In cinemas from Friday, April 26​

Rating: Five stars

Ciarán Hinds and Liam Neeson in ‘In the Land of Saints and Sinners’. Photo: Netflix

In the Land of Saints and Sinners (Netflix, 106mins)

Liam Neeson would surely have thrived in the great era of the westerns, and Land of Saints and Sinners basically is one. For the Rio Grande insert Glencolmcille in 1974, and we are in comparable bandit country. Affable bachelor Finbar Murphy (Neeson) is well liked but has a little secret: he works as a hitman for a laconic local criminal (Colm Meaney), whose enemies he dispatches with a reluctant shrug in lonely forests.
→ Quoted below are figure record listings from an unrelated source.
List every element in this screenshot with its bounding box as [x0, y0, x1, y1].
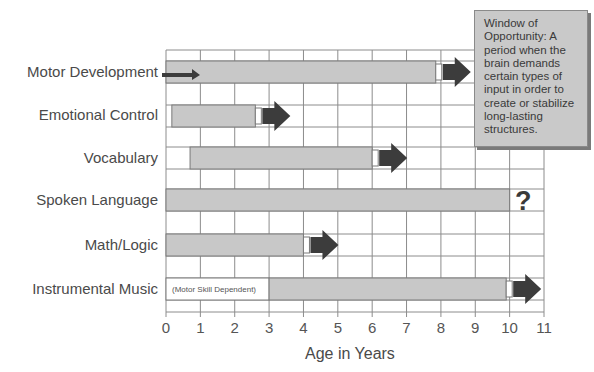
- x-tick-label: 4: [288, 319, 318, 336]
- window-of-opportunity-chart: Motor Development Emotional Control Voca…: [0, 0, 594, 372]
- row-label-motor-development: Motor Development: [27, 63, 158, 81]
- bar-4: [166, 234, 303, 256]
- x-tick-label: 10: [495, 319, 525, 336]
- x-tick-label: 0: [151, 319, 181, 336]
- callout-text-line: period when the: [484, 44, 583, 57]
- callout-text-line: create or stabilize: [484, 97, 583, 110]
- spoken-language-question-mark: ?: [515, 186, 532, 217]
- row-label-math-logic: Math/Logic: [85, 236, 158, 254]
- bar-2: [190, 147, 372, 169]
- x-axis-label: Age in Years: [305, 345, 395, 363]
- x-tick-label: 3: [254, 319, 284, 336]
- bar-end-cap: [372, 150, 378, 166]
- definition-callout-box: Window ofOpportunity: Aperiod when thebr…: [474, 10, 588, 147]
- callout-text-line: Opportunity: A: [484, 30, 583, 43]
- bar-end-cap: [506, 281, 512, 297]
- callout-text-line: long-lasting: [484, 110, 583, 123]
- callout-text-line: certain types of: [484, 70, 583, 83]
- callout-text-line: brain demands: [484, 57, 583, 70]
- x-tick-label: 6: [357, 319, 387, 336]
- x-tick-label: 8: [426, 319, 456, 336]
- callout-text-line: input in order to: [484, 83, 583, 96]
- bar-end-cap: [303, 237, 309, 253]
- bar-end-cap: [255, 108, 261, 124]
- row-label-vocabulary: Vocabulary: [84, 149, 158, 167]
- bar-0: [166, 61, 436, 83]
- callout-text-line: Window of: [484, 17, 583, 30]
- row-label-emotional-control: Emotional Control: [39, 106, 158, 124]
- row-label-instrumental-music: Instrumental Music: [32, 280, 158, 298]
- bar-5: [269, 278, 506, 300]
- bar-3: [166, 189, 510, 211]
- x-tick-label: 1: [185, 319, 215, 336]
- x-tick-label: 11: [529, 319, 559, 336]
- x-tick-label: 5: [323, 319, 353, 336]
- instrumental-note: (Motor Skill Dependent): [172, 285, 256, 294]
- x-tick-label: 7: [392, 319, 422, 336]
- callout-text-line: structures.: [484, 123, 583, 136]
- bar-1: [172, 105, 256, 127]
- row-label-spoken-language: Spoken Language: [36, 191, 158, 209]
- bar-end-cap: [436, 64, 442, 80]
- x-tick-label: 9: [460, 319, 490, 336]
- x-tick-label: 2: [220, 319, 250, 336]
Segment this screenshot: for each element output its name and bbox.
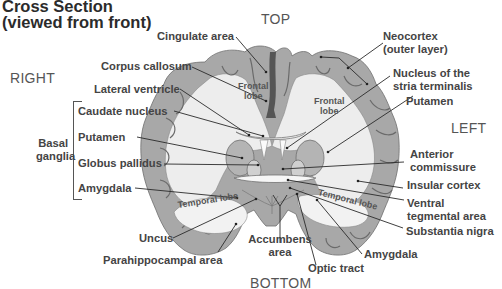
- label-nucleus-line-2: stria terminalis: [393, 80, 473, 93]
- label-accumbens-area: Accumbens area: [243, 233, 317, 258]
- label-caudate-nucleus: Caudate nucleus: [78, 105, 168, 118]
- label-amygdala-right: Amygdala: [364, 248, 417, 261]
- inner-label-frontal-lobe-left-hemisphere: Frontal lobe: [314, 97, 345, 116]
- orientation-left: LEFT: [451, 120, 486, 136]
- label-ventral-line-1: Ventral: [407, 197, 486, 210]
- label-lateral-ventricle: Lateral ventricle: [94, 83, 180, 96]
- orientation-right: RIGHT: [10, 70, 55, 86]
- label-putamen-left: Putamen: [78, 131, 125, 144]
- label-accumbens-line-1: Accumbens: [243, 233, 317, 246]
- orientation-bottom: BOTTOM: [250, 275, 311, 289]
- label-nucleus-stria-terminalis: Nucleus of the stria terminalis: [393, 67, 473, 92]
- label-substantia-nigra: Substantia nigra: [406, 225, 494, 238]
- label-corpus-callosum: Corpus callosum: [101, 60, 192, 73]
- label-ventral-line-2: tegmental area: [407, 210, 486, 223]
- inner-label-frontal-lobe-right-hemisphere: Frontal lobe: [238, 82, 269, 101]
- label-optic-tract: Optic tract: [308, 262, 364, 275]
- label-insular-cortex: Insular cortex: [407, 179, 480, 192]
- basal-ganglia-label: Basal ganglia: [36, 137, 68, 162]
- label-neocortex: Neocortex (outer layer): [383, 30, 448, 55]
- label-neocortex-line-1: Neocortex: [383, 30, 448, 43]
- title-line-1: Cross Section: [2, 0, 151, 14]
- label-parahippocampal-area: Parahippocampal area: [103, 254, 222, 267]
- label-anterior-line-2: commissure: [410, 161, 476, 174]
- label-putamen-right: Putamen: [406, 95, 453, 108]
- label-accumbens-line-2: area: [243, 246, 317, 259]
- label-uncus: Uncus: [139, 232, 173, 245]
- frontal-lobe-label-line-2: lobe: [314, 107, 345, 117]
- label-ventral-tegmental-area: Ventral tegmental area: [407, 197, 486, 222]
- diagram-title: Cross Section (viewed from front): [2, 0, 151, 30]
- label-anterior-commissure: Anterior commissure: [410, 148, 476, 173]
- label-nucleus-line-1: Nucleus of the: [393, 67, 473, 80]
- title-line-2: (viewed from front): [2, 14, 151, 30]
- orientation-top: TOP: [261, 11, 290, 27]
- label-cingulate-area: Cingulate area: [157, 30, 234, 43]
- frontal-lobe-label-line-2: lobe: [238, 92, 269, 102]
- basal-ganglia-label-line-2: ganglia: [36, 150, 68, 163]
- label-globus-pallidus: Globus pallidus: [78, 157, 162, 170]
- basal-ganglia-label-line-1: Basal: [36, 137, 68, 150]
- label-amygdala-left: Amygdala: [78, 182, 131, 195]
- label-neocortex-line-2: (outer layer): [383, 43, 448, 56]
- label-anterior-line-1: Anterior: [410, 148, 476, 161]
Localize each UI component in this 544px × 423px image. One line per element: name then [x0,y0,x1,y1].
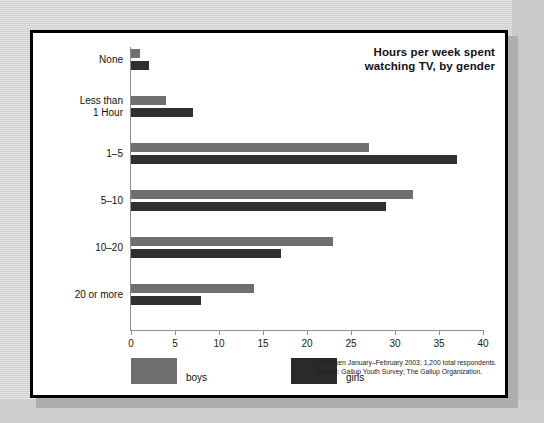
plot-area: 0510152025303540 NoneLess than1 Hour1–55… [33,33,505,395]
category-label: None [33,54,123,66]
source-note: Poll taken January–February 2003; 1,200 … [316,359,497,376]
bar-girls [131,249,281,258]
category-group: 1–5 [33,143,505,164]
x-axis-tick [439,330,440,335]
bar-girls [131,202,386,211]
category-group: 5–10 [33,190,505,211]
category-label-line: 20 or more [33,289,123,301]
bar-boys [131,143,369,152]
x-axis-tick [175,330,176,335]
x-axis-tick-label: 20 [301,338,312,349]
source-note-line-2: Source: Gallup Youth Survey; The Gallup … [316,368,497,377]
x-axis-tick-label: 25 [345,338,356,349]
chart-inner: Hours per week spent watching TV, by gen… [33,33,505,395]
category-label: 5–10 [33,195,123,207]
legend-swatch-boys [131,358,177,384]
category-label: 1–5 [33,148,123,160]
category-group: Less than1 Hour [33,96,505,117]
x-axis-tick [307,330,308,335]
x-axis-tick-label: 5 [172,338,178,349]
category-label-line: None [33,54,123,66]
x-axis-tick [395,330,396,335]
x-axis-tick-label: 0 [128,338,134,349]
category-group: 20 or more [33,284,505,305]
category-label-line: 1–5 [33,148,123,160]
category-label-line: 1 Hour [33,107,123,119]
x-axis-tick-label: 10 [213,338,224,349]
chart-panel: Hours per week spent watching TV, by gen… [30,30,508,398]
x-axis-tick-label: 15 [257,338,268,349]
x-axis-tick [219,330,220,335]
category-label: 10–20 [33,242,123,254]
bar-boys [131,96,166,105]
x-axis-tick-label: 35 [433,338,444,349]
x-axis-tick [351,330,352,335]
x-axis-tick [483,330,484,335]
bar-boys [131,237,333,246]
x-axis-tick-label: 40 [477,338,488,349]
x-axis-tick [263,330,264,335]
x-axis-tick-label: 30 [389,338,400,349]
legend-label-boys: boys [186,372,207,384]
bar-boys [131,284,254,293]
category-label-line: Less than [33,95,123,107]
bar-boys [131,190,413,199]
bar-girls [131,155,457,164]
x-axis-tick [131,330,132,335]
category-label-line: 5–10 [33,195,123,207]
category-label: 20 or more [33,289,123,301]
bar-girls [131,61,149,70]
legend-item-boys: boys [131,358,207,384]
bar-boys [131,49,140,58]
category-group: 10–20 [33,237,505,258]
category-group: None [33,49,505,70]
source-note-line-1: Poll taken January–February 2003; 1,200 … [316,359,497,368]
category-label: Less than1 Hour [33,95,123,118]
category-label-line: 10–20 [33,242,123,254]
bar-girls [131,296,201,305]
bar-girls [131,108,193,117]
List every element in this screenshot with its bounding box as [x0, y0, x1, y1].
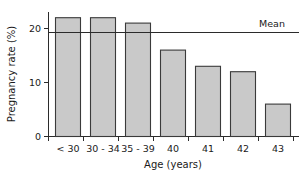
x-tick-label-lt30: < 30: [56, 143, 79, 154]
bar-35-39: [126, 23, 151, 136]
pregnancy-rate-bar-chart: 0 10 20 Pregnancy rate (%) Mean: [0, 0, 305, 173]
bar-41: [196, 66, 221, 136]
bar-30-34: [91, 18, 116, 137]
bar-43: [266, 104, 291, 136]
x-tick-label-41: 41: [202, 143, 214, 154]
y-tick-label-20: 20: [29, 23, 41, 34]
y-tick-label-10: 10: [29, 77, 41, 88]
chart-figure: 0 10 20 Pregnancy rate (%) Mean: [0, 0, 305, 173]
x-tick-label-30-34: 30 - 34: [86, 143, 120, 154]
y-tick-label-0: 0: [35, 131, 41, 142]
x-tick-label-43: 43: [272, 143, 284, 154]
x-axis-title: Age (years): [144, 159, 202, 170]
y-axis-title: Pregnancy rate (%): [6, 26, 17, 123]
x-tick-label-40: 40: [167, 143, 179, 154]
x-tick-label-42: 42: [237, 143, 249, 154]
bar-lt30: [56, 18, 81, 137]
bar-40: [161, 50, 186, 136]
mean-line-label: Mean: [259, 18, 285, 29]
x-tick-label-35-39: 35 - 39: [121, 143, 155, 154]
bar-42: [231, 72, 256, 137]
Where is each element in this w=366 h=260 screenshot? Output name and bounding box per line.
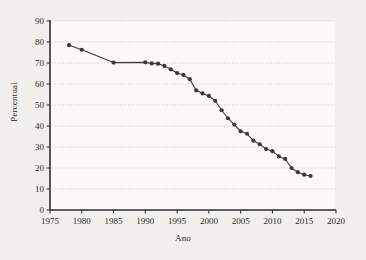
svg-text:60: 60 bbox=[35, 79, 45, 89]
svg-text:1975: 1975 bbox=[41, 216, 60, 226]
svg-text:1995: 1995 bbox=[168, 216, 187, 226]
line-chart: 0102030405060708090 19751980198519901995… bbox=[0, 0, 366, 260]
svg-text:1985: 1985 bbox=[105, 216, 124, 226]
svg-text:2000: 2000 bbox=[200, 216, 219, 226]
svg-text:1980: 1980 bbox=[73, 216, 92, 226]
svg-text:50: 50 bbox=[35, 100, 45, 110]
svg-text:1990: 1990 bbox=[136, 216, 155, 226]
svg-text:2010: 2010 bbox=[263, 216, 282, 226]
svg-text:20: 20 bbox=[35, 163, 45, 173]
plot-area-background bbox=[50, 21, 335, 210]
svg-text:2015: 2015 bbox=[295, 216, 314, 226]
svg-text:90: 90 bbox=[35, 16, 45, 26]
svg-text:10: 10 bbox=[35, 184, 45, 194]
svg-text:30: 30 bbox=[35, 142, 45, 152]
svg-text:2005: 2005 bbox=[232, 216, 251, 226]
y-axis-title: Percentual bbox=[9, 72, 19, 132]
svg-text:40: 40 bbox=[35, 121, 45, 131]
svg-text:2020: 2020 bbox=[327, 216, 346, 226]
svg-text:70: 70 bbox=[35, 58, 45, 68]
x-axis-title: Ano bbox=[0, 233, 366, 243]
chart-figure: 0102030405060708090 19751980198519901995… bbox=[0, 0, 366, 260]
svg-text:80: 80 bbox=[35, 37, 45, 47]
svg-text:0: 0 bbox=[40, 205, 45, 215]
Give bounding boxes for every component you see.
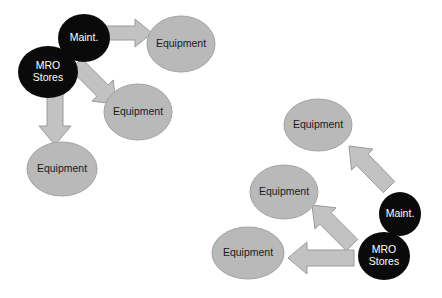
equipment-node-left-bottom[interactable]: Equipment bbox=[27, 142, 97, 196]
equipment-node-right-bottom[interactable]: Equipment bbox=[212, 227, 284, 279]
equipment-node-left-middle[interactable]: Equipment bbox=[104, 84, 172, 140]
maintenance-node-right[interactable]: Maint. bbox=[379, 192, 421, 236]
arrow-maintenance-to-equipment-top bbox=[104, 19, 152, 47]
equipment-node-left-top-shape bbox=[147, 16, 215, 72]
maintenance-node-left[interactable]: Maint. bbox=[58, 14, 110, 62]
maintenance-node-left-shape bbox=[58, 14, 110, 62]
arrow-maintenance-to-equipment-top-right bbox=[349, 146, 395, 193]
diagram-canvas: MROStoresMaint.EquipmentEquipmentEquipme… bbox=[0, 0, 442, 298]
equipment-node-right-top[interactable]: Equipment bbox=[284, 99, 352, 151]
arrow-stores-to-equipment-middle-right bbox=[312, 205, 358, 251]
mro-stores-node-right-shape bbox=[358, 232, 410, 280]
equipment-node-left-middle-shape bbox=[104, 84, 172, 140]
diagram-svg: MROStoresMaint.EquipmentEquipmentEquipme… bbox=[0, 0, 442, 298]
mro-stores-node-right[interactable]: MROStores bbox=[358, 232, 410, 280]
equipment-node-right-bottom-shape bbox=[212, 227, 284, 279]
arrow-stores-to-equipment-bottom bbox=[39, 90, 71, 145]
equipment-node-left-bottom-shape bbox=[27, 142, 97, 196]
equipment-node-left-top[interactable]: Equipment bbox=[147, 16, 215, 72]
equipment-node-right-middle-shape bbox=[250, 165, 318, 219]
equipment-node-right-top-shape bbox=[284, 99, 352, 151]
maintenance-node-right-shape bbox=[379, 192, 421, 236]
equipment-node-right-middle[interactable]: Equipment bbox=[250, 165, 318, 219]
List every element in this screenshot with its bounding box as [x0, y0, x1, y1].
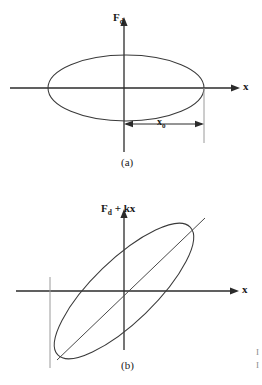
panel-b: Fd + kx x (b) [0, 178, 262, 385]
y-axis-b [120, 209, 127, 350]
edge-text-fragment-2: I [256, 361, 259, 370]
edge-text-fragment-1: I [256, 348, 259, 357]
y-axis-a [120, 17, 127, 152]
panel-b-caption: (b) [121, 360, 134, 371]
stiffness-line-b [57, 218, 205, 360]
x-axis-label-a: x [243, 81, 249, 92]
y-axis-label-a: Fd [113, 12, 124, 26]
figure-root: Fd x x0 (a) Fd [0, 0, 262, 385]
x-axis-a [10, 84, 240, 91]
panel-a: Fd x x0 (a) [0, 0, 262, 190]
x0-dimension-label: x0 [157, 117, 166, 130]
x-axis-b [16, 287, 239, 294]
x-axis-label-b: x [242, 284, 248, 295]
panel-a-caption: (a) [121, 157, 133, 168]
y-axis-label-b: Fd + kx [101, 203, 135, 217]
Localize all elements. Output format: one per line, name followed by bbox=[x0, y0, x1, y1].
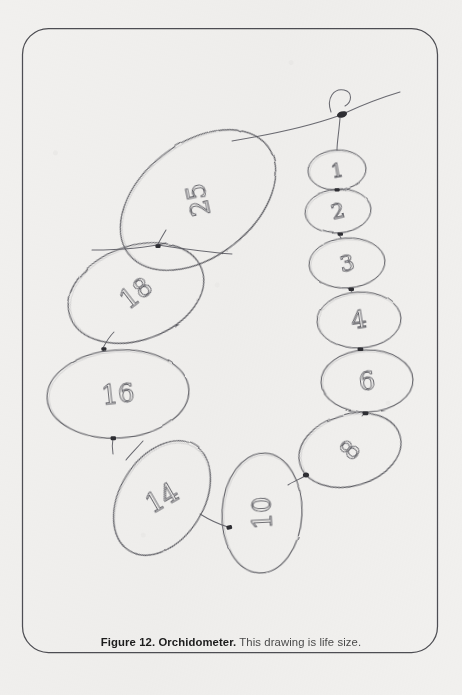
bead-number-3: 3 bbox=[337, 249, 357, 277]
bead-8: 8 bbox=[290, 401, 410, 499]
bead-number-10: 10 bbox=[246, 496, 278, 531]
figure-caption-text: This drawing is life size. bbox=[239, 636, 361, 648]
bead-number-1: 1 bbox=[329, 158, 345, 182]
bead-number-18: 18 bbox=[114, 271, 159, 315]
bead-10: 10 bbox=[219, 451, 305, 575]
bead-group: 1234681014161825 bbox=[44, 101, 414, 575]
knot-connectors bbox=[101, 110, 368, 530]
bead-16: 16 bbox=[44, 345, 192, 443]
bead-number-25: 25 bbox=[180, 181, 216, 220]
orchidometer-drawing: 1234681014161825 bbox=[0, 0, 462, 695]
bead-25: 25 bbox=[94, 101, 303, 299]
figure-caption: Figure 12. Orchidometer. This drawing is… bbox=[0, 635, 462, 650]
bead-number-8: 8 bbox=[333, 434, 367, 466]
bead-3: 3 bbox=[307, 235, 386, 290]
page-border bbox=[23, 29, 438, 653]
figure-page: 1234681014161825 Figure 12. Orchidometer… bbox=[0, 0, 462, 695]
bead-14: 14 bbox=[93, 423, 230, 573]
bead-2: 2 bbox=[303, 186, 373, 236]
bead-number-16: 16 bbox=[100, 377, 136, 410]
bead-number-2: 2 bbox=[329, 198, 347, 224]
bead-number-4: 4 bbox=[349, 305, 368, 335]
bead-1: 1 bbox=[307, 148, 368, 192]
bead-number-6: 6 bbox=[357, 365, 377, 397]
figure-caption-label: Figure 12. Orchidometer. bbox=[101, 636, 237, 648]
bead-4: 4 bbox=[316, 290, 403, 350]
bead-18: 18 bbox=[54, 225, 218, 361]
bead-6: 6 bbox=[320, 348, 414, 413]
bead-number-14: 14 bbox=[140, 477, 184, 520]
He has the good manners to feel bad about this, and has just retired when trouble comes to town in the shape of a rogue IRA outfit.

​Led by firebrand harpy Doireann McCann (Kerry Condon), the gang are on the run after killing two children in a botched bomb attack. When Finbar takes exception to one of them, a war erupts that seems bound to end in a murky saloon. In his own minimalist way, Neeson brings soul to a problematic character, Ciarán Hinds is very good as the local guard/honest sheriff, Niamh Cusack plays a benign neighbour, and Kerry Condon swears up a storm as the frankly terrifying Doireann. It’s a good laugh overall, and one of big Liam’s better action vehicles.